The challenge facing the new Human Rights Council is to build an international institution that has the capacity to motivate states to comply with current and future human rights norms, including those set forth in the Declaration on the Rights of Indigenous Peoples.
Julian Burger, Coordinator of the Unit on Indigenous Peoples at the Office of the High Commissioner for Human Rights (OHCHR), proposes that the Human Rights Council create its own high-level Working Group composed of member states and indigenous representatives to aid it in designing the next generation of norms and effective enforcement mechanisms to protect indigenous peoples’ rights. As he puts it, “It has taken 50 years of work to plant indigenous peoples’ concerns firmly on the international agenda. It would be a tragedy to lose momentum now. We need the new Human Rights Council to establish a mechanism of its own that can expand on and strengthen rights protections for indigenous peoples.”
Some might argue that indigenous peoples already have adequate voice within the United Nations through the U.N. Permanent Forum on Indigenous Issues and the Special Rapporteur on the Human Rights and Fundamental Freedoms of Indigenous Peoples. But while enormously valuable, these institutions are designed to fill niches distinct from the indigenous-rights promotion and protection body contemplated here.
The Permanent Forum will continue to exist as a sub-body of the U.N.’s Economic and Social Council (ECOSOC), and, as such, its mandate will remain focused on economic, social, and cultural development issues that range well beyond the compass of human rights enforcement. Because of its U.N. advisory and coordination role, it is not in a position to do human rights standard-setting or monitoring. The special rapporteur’s mandate consists of investigating cases, country situations, or themes involving violations of indigenous rights. While the current special rapporteur, Rodolfo Stavenhagen, has done yeoman’s work with virtually no resources, the office is too modest a mechanism to ensure the bona fide advancement of Indigenous Peoples’ rights.
Responsibility for ensuring that indigenous peoples’ rights are treated as a matter of high priority throughout the United Nations system lies with the new Human Rights Council.

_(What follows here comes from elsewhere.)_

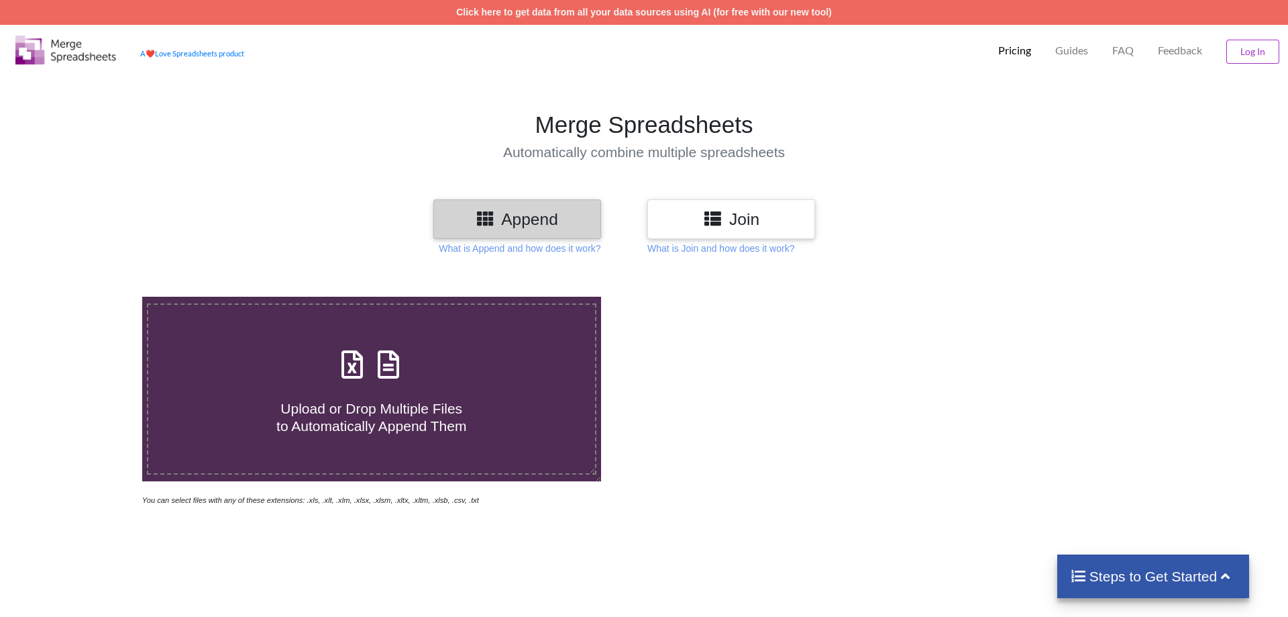 This screenshot has width=1288, height=617. I want to click on a: Click here to get data from all your data sources using AI (for free with our new tool), so click(644, 12).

Those of us who care about the protection of international human rights, and particularly about the well-being and future of the world’s most marginalized and beleaguered peoples, must seize the moment to ensure that the new Council effectively fulfills its responsibility to promote full respect for and enforcement of the Declaration on the Rights of Indigenous Peoples. You can be sure that Cultural Survival will be pressing the case this spring in Geneva.